19 February, 2012

Pleasant Surprises

written by Blain Newport on Sunday, 19 February, 2012

Call of Duty games rarely go on sale. But Amazon is trying to gain traction with their digital download service, so they're selling Call of Duty: Modern Warfare 2 (which registers on Steam) for $5.

WARNING: There is a major spoiler in the picture below.

FURTHER WARNING: If you care about the plot of this game, you're a silly goose.



I figured a game version of a Michael Bay movie would be fine for five dollars. And it was. It was especially fine when I turned off Depth of Field and could see the enemies again. I swear the only two words out of my mouth during the first two hours of playing the game were "FROM WHERE!?" with the "did I just get shot" implied. Turning off Depth of Field also drastically increased the frame rate, which made lining up shots much easier.

As for the game itself, it's good. People talk about the endless streams of bad guys and how heavily scripted the CoD games are, but I just played through FEAR and Half-Life, and I respect Infinity Ward for not making their enemies bullet sponges just to show off their fancy AI. If you shoot them fast, good! You'll be fighting enough of them that you'll still see the fancy AI sooner or later. My favorite behavior was seeing enemy soldiers taking two steps out of cover, getting shot at, and falling back instead of making a suicidal run for the next piece of cover.



Also on special for $5 (though this time from Steam) was Raven's 2009 version of Wolfenstein. I've already talked about enjoying Singularity (Raven, 2010), and Wolfenstein is unsurprisingly similar. But the hub areas of Wolfenstein make it feel like the more mature game. Though the geometry is constant, the different encounters you have make it feel like a changing place, as Nazi dominion and resistance determination increase.

The soldiers in Modern Warfare 2 are more interesting to fight. But Wolfenstein adds classic pulp elements (the occult and Nazi super science) to spice things up.



The one thing I would change about Wolfenstein is to add a New Game+ mode where you can go through the game again with all the upgrades you got in your first playthrough. There were a lot of weapons and upgrades I barely used and probably would have enjoyed, especially if I had enough extra money that I could blow it on the more exotic types of ammo without feeling irresponsible. Also, the whole mechanic of encouraging the player to scour the levels for Nazi gold hurts the pacing of the game and the feeling of being a freewheeling pulp action hero. New Game+ could have fixed that. Oh well.

UPDATE (2012 Feb. 25): I saw a pop-up after the credits that said you could start a new game with cheats enabled, but when I started a new game, there were no cheats. I finally noticed that when you select the difficulty for said new game, there's a small cheat option in the bottom right corner that defaults to disabled. So while it may be poorly implemented, the option to give yourself all the weapons, powers, upgrades, and money does exist. Also, you can turn people's heads into giant, featureless pumpkins for some reason, perhaps a reference to the ancient joke about id calling their follow up to DooM "Smashing Pumpkins Into Small Piles Of Putrid Debris".



I tried Star Trek Online and have had some good fun with it. I am Lieutenant Fiza, captain of the U.S.S. Moogie. (Regardless of rank, the person in charge of a ship is called captain by the crew.)



Being a female Ferengi Starfleet ship captain tickles my crazy bone. It's too bad I can't visit Ferenginar in the game. :(

Sillyness aside, I'm actually enjoying both the ship combat and away missions so far. The ship combat is the stronger of the two. Maneuvering to keep your weapons on the enemy while keeping up the fire and adjusting shield strength is enough to keep me occupied. And when I fired a last phaser blast to knock down an enemy's shield just before launching the decisive photon, I felt like I was having a classic Trek combat moment.

The away missions are more fighty than any Star Trek outside of the Dominion War, but so far I've enjoyed that. I've been using the squad controls to set up crossfires (since attacks from the flank actually do more damage) and beaming in mines to soften up patrolling enemies.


▸ Task brief
The word "davon" marks the lines to find; copy every such line from the data below.

▸ Provided data
☆ ☆ ☆ ☆ ☆ ☆ ☆

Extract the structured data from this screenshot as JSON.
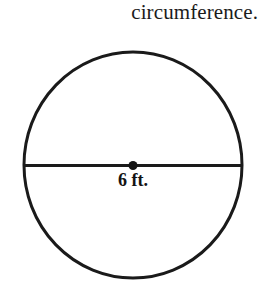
{
  "prompt": {
    "text": "circumference."
  },
  "figure": {
    "name": "circle-with-diameter",
    "shape": "circle",
    "stroke_color": "#1a1a1a",
    "fill_color": "#ffffff",
    "stroke_width_px": 3,
    "center_x_px": 133,
    "center_y_px": 165,
    "radius_x_px": 109,
    "radius_y_px": 113,
    "center_dot": {
      "name": "center-point",
      "diameter_px": 9,
      "color": "#141414"
    },
    "diameter_line": {
      "name": "diameter-segment",
      "x1_px": 24,
      "x2_px": 243,
      "y_px": 165,
      "color": "#1a1a1a",
      "width_px": 3
    },
    "diameter_label": "6 ft.",
    "diameter_value": 6,
    "diameter_units": "ft."
  }
}
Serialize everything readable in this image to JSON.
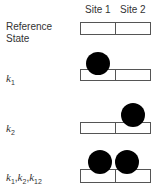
{
  "header": {
    "site1_label": "Site 1",
    "site2_label": "Site 2"
  },
  "rows": [
    {
      "id": "reference",
      "label_line1": "Reference",
      "label_line2": "State",
      "occupied_sites": []
    },
    {
      "id": "k1",
      "label_var": "k",
      "label_sub": "1",
      "occupied_sites": [
        1
      ]
    },
    {
      "id": "k2",
      "label_var": "k",
      "label_sub": "2",
      "occupied_sites": [
        2
      ]
    },
    {
      "id": "k1k2k12",
      "label_parts": [
        {
          "var": "k",
          "sub": "1"
        },
        {
          "var": "k",
          "sub": "2"
        },
        {
          "var": "k",
          "sub": "12"
        }
      ],
      "separator": ",",
      "occupied_sites": [
        1,
        2
      ]
    }
  ],
  "colors": {
    "ligand": "#000000",
    "box_border": "#555555",
    "text": "#333333"
  }
}
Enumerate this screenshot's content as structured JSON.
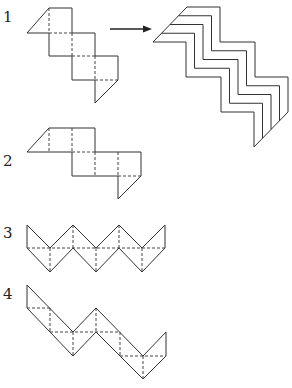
{
  "figures": [
    {
      "label": "1",
      "description": "Folding net of squares with triangular end caps, arranged diagonally (staircase)"
    },
    {
      "label": "2",
      "description": "Folding net, horizontal step pattern with triangular end caps"
    },
    {
      "label": "3",
      "description": "Zigzag net of triangles along a horizontal strip"
    },
    {
      "label": "4",
      "description": "Zigzag net of triangles descending diagonally"
    }
  ],
  "arrow": {
    "direction": "right",
    "meaning": "results in stacked zigzag folded form"
  },
  "result_figure": {
    "description": "Five nested staircase zigzag outlines",
    "line_count": 5
  },
  "colors": {
    "stroke": "#333333",
    "background": "#ffffff"
  }
}
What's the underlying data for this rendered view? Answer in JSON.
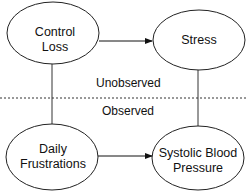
{
  "diagram": {
    "nodes": [
      {
        "id": "control-loss",
        "line1": "Control",
        "line2": "Loss",
        "layer": "Unobserved"
      },
      {
        "id": "stress",
        "line1": "Stress",
        "line2": "",
        "layer": "Unobserved"
      },
      {
        "id": "daily-frustrations",
        "line1": "Daily",
        "line2": "Frustrations",
        "layer": "Observed"
      },
      {
        "id": "systolic-blood-pressure",
        "line1": "Systolic Blood",
        "line2": "Pressure",
        "layer": "Observed"
      }
    ],
    "edges": [
      {
        "from": "control-loss",
        "to": "stress",
        "type": "arrow"
      },
      {
        "from": "daily-frustrations",
        "to": "systolic-blood-pressure",
        "type": "arrow"
      },
      {
        "from": "control-loss",
        "to": "daily-frustrations",
        "type": "line"
      },
      {
        "from": "stress",
        "to": "systolic-blood-pressure",
        "type": "line"
      }
    ],
    "layers": {
      "top_label": "Unobserved",
      "bottom_label": "Observed"
    }
  }
}
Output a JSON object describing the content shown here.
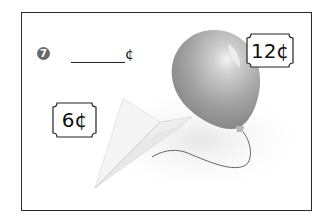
{
  "problem": {
    "number": "7",
    "answer_blank": "",
    "unit": "¢"
  },
  "items": [
    {
      "name": "paper airplane",
      "price_label": "6¢",
      "price": 6
    },
    {
      "name": "balloon",
      "price_label": "12¢",
      "price": 12
    }
  ],
  "colors": {
    "frame": "#2a2a2a",
    "badge": "#6a6a6a",
    "balloon": "#9a9a9a",
    "airplane": "#f2f2f2"
  }
}
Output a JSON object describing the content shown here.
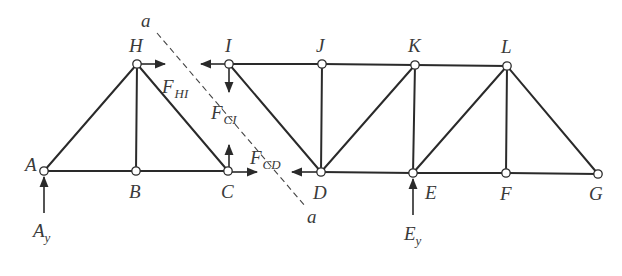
{
  "diagram": {
    "joints": {
      "A": {
        "label": "A",
        "x": 44,
        "y": 171
      },
      "B": {
        "label": "B",
        "x": 136,
        "y": 171
      },
      "C": {
        "label": "C",
        "x": 228,
        "y": 171
      },
      "D": {
        "label": "D",
        "x": 321,
        "y": 172
      },
      "E": {
        "label": "E",
        "x": 413,
        "y": 173
      },
      "F": {
        "label": "F",
        "x": 506,
        "y": 173
      },
      "G": {
        "label": "G",
        "x": 598,
        "y": 174
      },
      "H": {
        "label": "H",
        "x": 137,
        "y": 64
      },
      "I": {
        "label": "I",
        "x": 229,
        "y": 64
      },
      "J": {
        "label": "J",
        "x": 322,
        "y": 64
      },
      "K": {
        "label": "K",
        "x": 415,
        "y": 65
      },
      "L": {
        "label": "L",
        "x": 507,
        "y": 66
      }
    },
    "members": [
      [
        "A",
        "B"
      ],
      [
        "B",
        "C"
      ],
      [
        "C",
        "D"
      ],
      [
        "D",
        "E"
      ],
      [
        "E",
        "F"
      ],
      [
        "F",
        "G"
      ],
      [
        "H",
        "I"
      ],
      [
        "I",
        "J"
      ],
      [
        "J",
        "K"
      ],
      [
        "K",
        "L"
      ],
      [
        "A",
        "H"
      ],
      [
        "H",
        "B"
      ],
      [
        "H",
        "C"
      ],
      [
        "I",
        "D"
      ],
      [
        "J",
        "D"
      ],
      [
        "D",
        "K"
      ],
      [
        "K",
        "E"
      ],
      [
        "E",
        "L"
      ],
      [
        "L",
        "F"
      ],
      [
        "L",
        "G"
      ]
    ],
    "section": {
      "label_top": "a",
      "label_bottom": "a"
    },
    "forces": {
      "F_HI": {
        "main": "F",
        "sub": "HI"
      },
      "F_CI": {
        "main": "F",
        "sub": "CI"
      },
      "F_CD": {
        "main": "F",
        "sub": "CD"
      }
    },
    "reactions": {
      "A_y": {
        "main": "A",
        "sub": "y"
      },
      "E_y": {
        "main": "E",
        "sub": "y"
      }
    }
  }
}
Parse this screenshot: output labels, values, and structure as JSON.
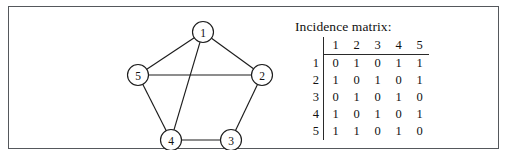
{
  "figure": {
    "border_color": "#55585c",
    "background": "#ffffff"
  },
  "graph": {
    "title": "",
    "node_radius": 10.5,
    "nodes": [
      {
        "id": "1",
        "label": "1",
        "x": 194,
        "y": 25
      },
      {
        "id": "2",
        "label": "2",
        "x": 253,
        "y": 68
      },
      {
        "id": "3",
        "label": "3",
        "x": 222,
        "y": 133
      },
      {
        "id": "4",
        "label": "4",
        "x": 162,
        "y": 133
      },
      {
        "id": "5",
        "label": "5",
        "x": 129,
        "y": 68
      }
    ],
    "edges": [
      {
        "from": "1",
        "to": "2"
      },
      {
        "from": "1",
        "to": "5"
      },
      {
        "from": "1",
        "to": "4"
      },
      {
        "from": "2",
        "to": "3"
      },
      {
        "from": "2",
        "to": "5"
      },
      {
        "from": "3",
        "to": "4"
      },
      {
        "from": "4",
        "to": "5"
      }
    ],
    "edge_color": "#1c1c1c",
    "node_fill": "#ffffff",
    "node_stroke": "#1c1c1c"
  },
  "matrix": {
    "caption": "Incidence matrix:",
    "corner_label": "",
    "column_headers": [
      "1",
      "2",
      "3",
      "4",
      "5"
    ],
    "row_headers": [
      "1",
      "2",
      "3",
      "4",
      "5"
    ],
    "rows": [
      [
        "0",
        "1",
        "0",
        "1",
        "1"
      ],
      [
        "1",
        "0",
        "1",
        "0",
        "1"
      ],
      [
        "0",
        "1",
        "0",
        "1",
        "0"
      ],
      [
        "1",
        "0",
        "1",
        "0",
        "1"
      ],
      [
        "1",
        "1",
        "0",
        "1",
        "0"
      ]
    ]
  },
  "chart_data": {
    "type": "diagram",
    "title": "Incidence matrix:",
    "categories": [
      "1",
      "2",
      "3",
      "4",
      "5"
    ],
    "series": [
      {
        "name": "1",
        "values": [
          0,
          1,
          0,
          1,
          1
        ]
      },
      {
        "name": "2",
        "values": [
          1,
          0,
          1,
          0,
          1
        ]
      },
      {
        "name": "3",
        "values": [
          0,
          1,
          0,
          1,
          0
        ]
      },
      {
        "name": "4",
        "values": [
          1,
          0,
          1,
          0,
          1
        ]
      },
      {
        "name": "5",
        "values": [
          1,
          1,
          0,
          1,
          0
        ]
      }
    ]
  }
}
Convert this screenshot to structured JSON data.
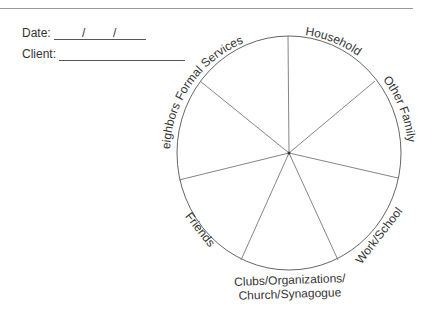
{
  "form": {
    "date_label": "Date:",
    "date_sep1": "/",
    "date_sep2": "/",
    "client_label": "Client:"
  },
  "diagram": {
    "type": "social-support-wheel",
    "segments": [
      {
        "label": "Household"
      },
      {
        "label": "Other Family"
      },
      {
        "label": "Work/School"
      },
      {
        "label_line1": "Clubs/Organizations/",
        "label_line2": "Church/Synagogue"
      },
      {
        "label": "Friends"
      },
      {
        "label": "Neighbors"
      },
      {
        "label": "Formal Services"
      }
    ]
  }
}
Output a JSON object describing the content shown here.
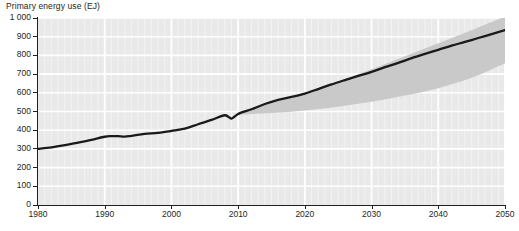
{
  "chart_data": {
    "type": "line",
    "title": "Primary energy use (EJ)",
    "xlabel": "",
    "ylabel": "Primary energy use (EJ)",
    "xlim": [
      1980,
      2050
    ],
    "ylim": [
      0,
      1000
    ],
    "ytick_labels": [
      "0",
      "100",
      "200",
      "300",
      "400",
      "500",
      "600",
      "700",
      "800",
      "900",
      "1 000"
    ],
    "ytick_values": [
      0,
      100,
      200,
      300,
      400,
      500,
      600,
      700,
      800,
      900,
      1000
    ],
    "xtick_labels": [
      "1980",
      "1990",
      "2000",
      "2010",
      "2020",
      "2030",
      "2040",
      "2050"
    ],
    "xtick_values": [
      1980,
      1990,
      2000,
      2010,
      2020,
      2030,
      2040,
      2050
    ],
    "grid": true,
    "grid_minor_x": "annual",
    "legend": "none",
    "series": [
      {
        "name": "Primary energy use",
        "type": "line",
        "color": "#1a1a1a",
        "x": [
          1980,
          1982,
          1984,
          1986,
          1988,
          1990,
          1991,
          1992,
          1993,
          1994,
          1996,
          1998,
          2000,
          2002,
          2004,
          2006,
          2008,
          2009,
          2010,
          2012,
          2014,
          2016,
          2018,
          2020,
          2022,
          2024,
          2026,
          2028,
          2030,
          2032,
          2034,
          2036,
          2038,
          2040,
          2042,
          2044,
          2046,
          2048,
          2050
        ],
        "values": [
          300,
          308,
          320,
          333,
          348,
          365,
          368,
          368,
          366,
          370,
          380,
          386,
          396,
          408,
          432,
          455,
          480,
          462,
          487,
          512,
          540,
          562,
          578,
          596,
          620,
          645,
          668,
          690,
          712,
          737,
          760,
          785,
          808,
          830,
          852,
          872,
          893,
          914,
          935
        ]
      },
      {
        "name": "Uncertainty range",
        "type": "band",
        "color": "#c9c9c9",
        "x": [
          2010,
          2015,
          2020,
          2025,
          2030,
          2035,
          2040,
          2045,
          2050
        ],
        "upper": [
          492,
          545,
          600,
          660,
          726,
          795,
          865,
          935,
          1008
        ],
        "lower": [
          482,
          492,
          506,
          526,
          552,
          585,
          625,
          680,
          758
        ]
      }
    ]
  },
  "style": {
    "plot_background": "#e9e9e9",
    "gridline_color": "#ffffff",
    "minor_gridline_color": "#f4f4f4",
    "axis_color": "#231f20",
    "line_color": "#1a1a1a",
    "band_color": "#c9c9c9"
  }
}
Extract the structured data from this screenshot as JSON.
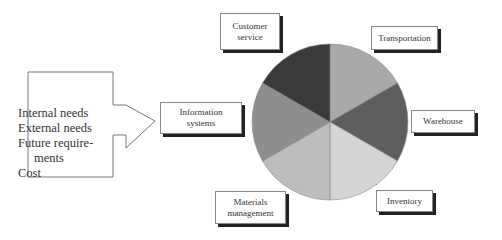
{
  "input_panel": {
    "items": [
      "Internal needs",
      "External needs",
      "Future require-",
      "ments",
      "Cost"
    ]
  },
  "pie": {
    "slices": [
      {
        "label": "Transportation",
        "color": "#a9a9a9"
      },
      {
        "label": "Warehouse",
        "color": "#5a5a5a"
      },
      {
        "label": "Inventory",
        "color": "#d2d2d2"
      },
      {
        "label": "Materials management",
        "color": "#bcbcbc"
      },
      {
        "label": "Information systems",
        "color": "#8c8c8c"
      },
      {
        "label": "Customer service",
        "color": "#3a3a3a"
      }
    ]
  },
  "labels": {
    "customer_service": [
      "Customer",
      "service"
    ],
    "transportation": "Transportation",
    "information_systems": [
      "Information",
      "systems"
    ],
    "warehouse": "Warehouse",
    "materials_management": [
      "Materials",
      "management"
    ],
    "inventory": "Inventory"
  }
}
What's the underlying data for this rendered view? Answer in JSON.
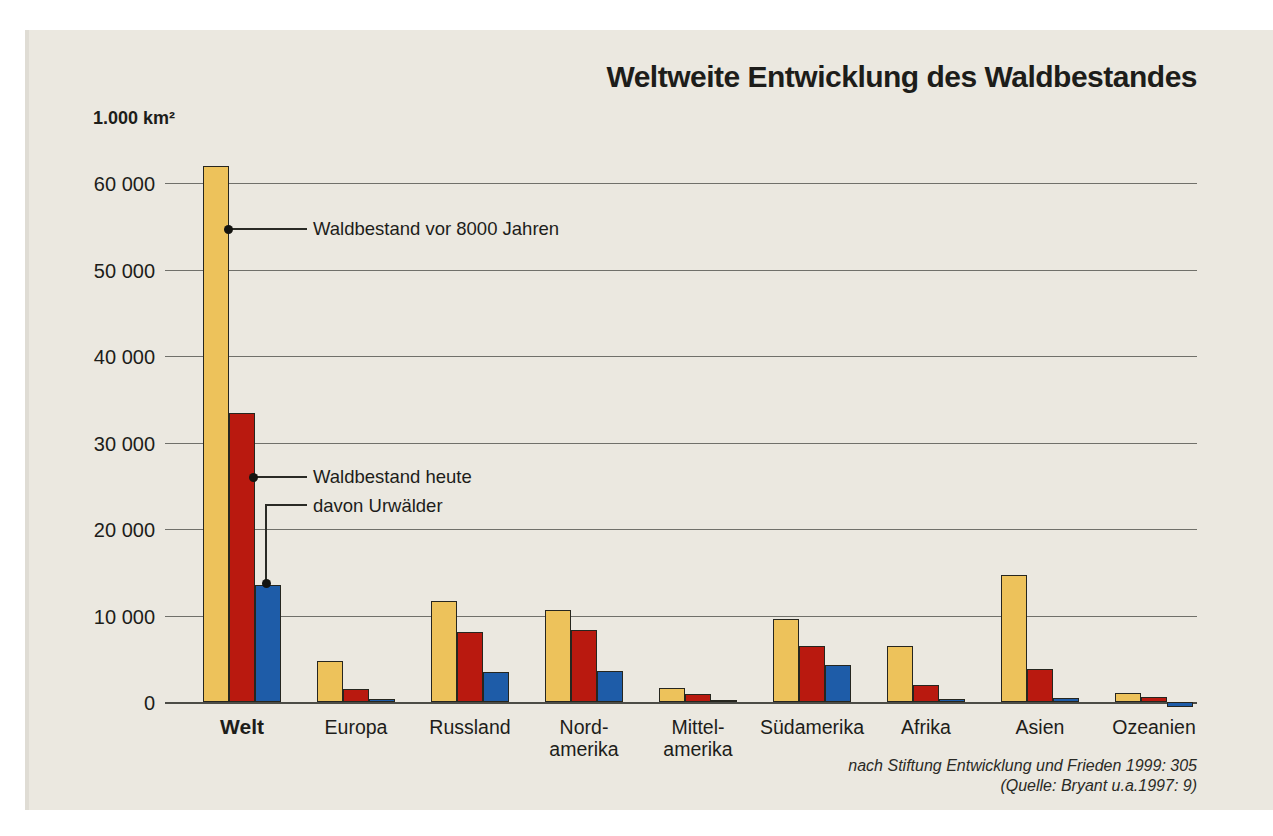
{
  "page": {
    "background_color": "#ffffff",
    "panel_color": "#ebe8e0"
  },
  "title": "Weltweite Entwicklung des Waldbestandes",
  "unit_label": "1.000 km²",
  "annotations": {
    "ancient_label": "Waldbestand vor 8000 Jahren",
    "today_label": "Waldbestand heute",
    "primeval_label": "davon Urwälder"
  },
  "source": {
    "line1": "nach Stiftung Entwicklung und Frieden 1999: 305",
    "line2": "(Quelle: Bryant u.a.1997: 9)"
  },
  "colors": {
    "ancient_bar": "#edc25b",
    "today_bar": "#b9190f",
    "primeval_bar": "#1e5ca8",
    "gridline": "#70706a",
    "text": "#1d1d1a"
  },
  "chart_data": {
    "type": "bar",
    "title": "Weltweite Entwicklung des Waldbestandes",
    "ylabel": "1.000 km²",
    "ylim": [
      0,
      62500
    ],
    "grid": "horizontal",
    "legend_position": "inline-annotations",
    "ticks": [
      {
        "value": 60000,
        "label": "60 000"
      },
      {
        "value": 50000,
        "label": "50 000"
      },
      {
        "value": 40000,
        "label": "40 000"
      },
      {
        "value": 30000,
        "label": "30 000"
      },
      {
        "value": 20000,
        "label": "20 000"
      },
      {
        "value": 10000,
        "label": "10 000"
      },
      {
        "value": 0,
        "label": "0"
      }
    ],
    "categories": [
      {
        "label": "Welt",
        "lines": [
          "Welt"
        ],
        "bold": true
      },
      {
        "label": "Europa",
        "lines": [
          "Europa"
        ],
        "bold": false
      },
      {
        "label": "Russland",
        "lines": [
          "Russland"
        ],
        "bold": false
      },
      {
        "label": "Nordamerika",
        "lines": [
          "Nord-",
          "amerika"
        ],
        "bold": false
      },
      {
        "label": "Mittelamerika",
        "lines": [
          "Mittel-",
          "amerika"
        ],
        "bold": false
      },
      {
        "label": "Südamerika",
        "lines": [
          "Südamerika"
        ],
        "bold": false
      },
      {
        "label": "Afrika",
        "lines": [
          "Afrika"
        ],
        "bold": false
      },
      {
        "label": "Asien",
        "lines": [
          "Asien"
        ],
        "bold": false
      },
      {
        "label": "Ozeanien",
        "lines": [
          "Ozeanien"
        ],
        "bold": false
      }
    ],
    "series": [
      {
        "name": "Waldbestand vor 8000 Jahren",
        "color": "#edc25b",
        "values": [
          62000,
          4700,
          11700,
          10600,
          1600,
          9600,
          6500,
          14700,
          1050
        ]
      },
      {
        "name": "Waldbestand heute",
        "color": "#b9190f",
        "values": [
          33400,
          1500,
          8100,
          8300,
          900,
          6500,
          2000,
          3800,
          550
        ]
      },
      {
        "name": "davon Urwälder",
        "color": "#1e5ca8",
        "values": [
          13500,
          300,
          3500,
          3600,
          150,
          4300,
          350,
          500,
          300
        ]
      }
    ],
    "quirks": [
      {
        "category_index": 8,
        "series_index": 2,
        "render": "below-baseline",
        "note": "Ozeanien primeval-forest bar is printed hanging below the zero line in the original"
      }
    ]
  }
}
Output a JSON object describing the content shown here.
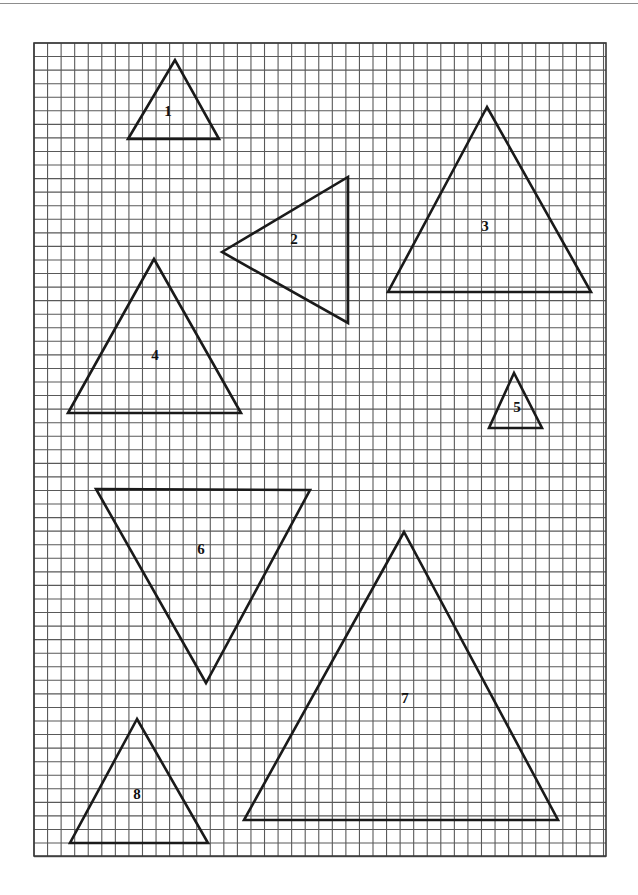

☆ ☆ ☆ ☆ ☆ ☆ ☆

▸ Task answer
    "primeval_label": "davon Urwälder"
        "name": "davon Urwälder",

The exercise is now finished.